A Note on the Use of Chairs in Zen Meditation

A Note on the Use of Chairs in Zen Meditation January 29, 2023

 

 

 

A Note on the Use of Chairs in Zen Meditation

I have been practicing Zen well past fifty years. My skin is wrinkling. My hair is a different color than it was in my youth and maturity. I’m shorter than I once was. And I need to go to the bathroom when I need to go to the bathroom. Admittedly, I still am not worried about buying green bananas. But I know that day is right around the corner.

I’m in a new season. And there are new ways of focus. And practice.

Each of the moments in our lives invite new perspectives. For example, I love that ancient anthology of spiritual anecdote and direction, the Blue Cliff Record. Case 36.

One day Changsha went off to wander in the mountains. When he returned, the temple director met him at the gate and asked, “So, where have you been?” Changsha replied, “I’ve been strolling about in the hills.” “Which way did you go?” “I went out following the scented grasses and came back chasing the falling flowers.” The director smiled. “That’s exactly the feeling of spring.” Changsha, agreed, adding, “It’s better than autumn dew falling on lotuses.”

Now, the way the whole thing is presented is so perfect. A radical call into the way. There is a path, but we need to wander, and being in its general vicinity is enough. Following those scented grasses. Returning chasing the falling flowers. Each step full.

And. Then there’s that observation about the spring feeling. There is something glorious as we tumble into the way, Especially, if, like spring, it is so full of promise. Genuinely wonder, genuinely wonderful.

But really, autumn dew falling is just as intimate. Less future in front of it. And, maybe with more aches and pains. But. Without doubt. Genuinely wonderful.

Also, this case reminds us while we’re constantly called to this moment, it is also a journey. We are mutable. And passing. And we are constantly invited to notice. It’s with that, that every step is golden. Going out. Coming back. Mysteries unfold.
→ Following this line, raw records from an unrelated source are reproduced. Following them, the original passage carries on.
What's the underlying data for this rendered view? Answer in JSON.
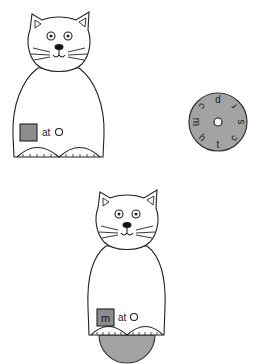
{
  "worksheet": {
    "cat_top": {
      "label_text": "at",
      "square_letter": "",
      "square_color": "#8c8c8c"
    },
    "wheel": {
      "color": "#a3a3a3",
      "letters": [
        "p",
        "r",
        "s",
        "c",
        "t",
        "h",
        "m",
        "c"
      ]
    },
    "cat_bottom": {
      "label_text": "at",
      "square_letter": "m",
      "square_color": "#8c8c8c",
      "wheel_peek_color": "#a3a3a3"
    }
  }
}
These days when I sit in meditation, I almost always sit in a chair. I’ve spent decades sitting on the floor in the traditional style of the Zen way. Over those years, when for one reason or another I’ve had to sit in chairs, I felt embarrassed. Sort of like I was cheating. Or, as a teacher that I was setting a bad example.

For a number of reasons, not least because the early Zen meditation manuals pretty much always talk about sitting on the floor in a full lotus, with the only concession to human frailty in a half-lotus, many Zen teachers tend to ignore, make light of, or discourage sitting in chairs.

I know one Zen teacher who told me he didn’t like how chairs affected the aesthetic of the line of meditators.

Some do so because they fetishize the posture, saying that it is the identity of practice and awakening. A sad literalizing of a deep truth. We need to find that place where our bodies and our awakening are not two. Thinking it means a specific posture is that miss which is as good as a mile.

And, while I’ve at least had the decency never to tell anyone they had to sit on the floor crosslegged, I did hold myself to that rule. For many years.

But times change. Bodies change. And, and this is important, sometimes we never have the option of sitting crosslegged on the floor. The autumn dew falling on lotuses. No better. No lesser.

We’re being called into an intimate moment.

Zafu. Chair. Heck, I’ve found some of my best moments have been sitting in my rocking chair.

And here’s a fact. Chair sitting is going to be increasingly a part of my practice. And, here’s another fact. It is perfect just as it is. Just being present. Just breathing. Each breath can be the last. Just as each breath can be the first. Opening our hearts, opening my heart, each breath a wonder.

And another small lesson. Learned over and over. Turns out one of the blessings of the autumn practice is how it is mostly about letting go.

Letting go. Really letting go. And, how that is just fine.